The chart nobody believes

In 1950, roughly 60 percent of the world lived in extreme poverty. By 2015, under 10 percent. Hans Rosling spent his last decade showing audiences this chart and watching their faces. The gap between what happened and what people believe happened is one of the most striking facts about our century.

War deaths per capita: down over 90 percent since mid-century. Homicide across Western Europe: dropped by a factor of thirty since the fourteenth century. Judicial torture: from nearly universal in 1800 to under 5 percent by 2000. Child mortality, maternal mortality, death by famine — every graph bends the same direction.

The framing error

The power analysts compare the present to the ideal and find it wanting. We compare the present to the past and find it transformed. A Black American in 2025 faces documented discrimination. A Black American in 1825 was legally property. The distance is not a narrative. It is a measurable change in the number of people whose humanity is recognized by law.
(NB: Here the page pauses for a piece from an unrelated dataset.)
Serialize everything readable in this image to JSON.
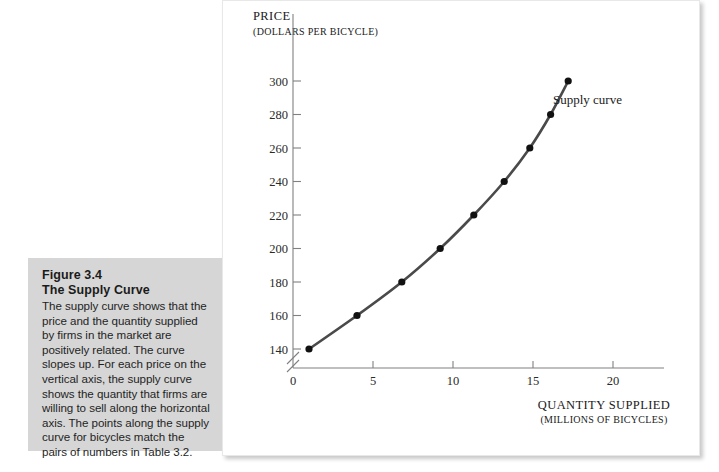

We do not claim the arc bends automatically. Abolitionists pushed it. Suffragists pushed it. The pushing is the progress. The fact that it can bend backward does not mean the arc is fictitious. It means it requires maintenance.

The moral realists want deeper ground. We are sympathetic but do not require their metaphysics. The trend is the trend. The dialecticians say progress and regression are entangled. The observation is accurate. The conclusion is defeatist. The question is whether the net direction is identifiable. We believe it is.

Where we concede ground: If progress is real but people inside it feel worse, our model is missing something important.

What would change our mind: If declining violence and expanding rights reversed globally over twenty years without an exogenous shock.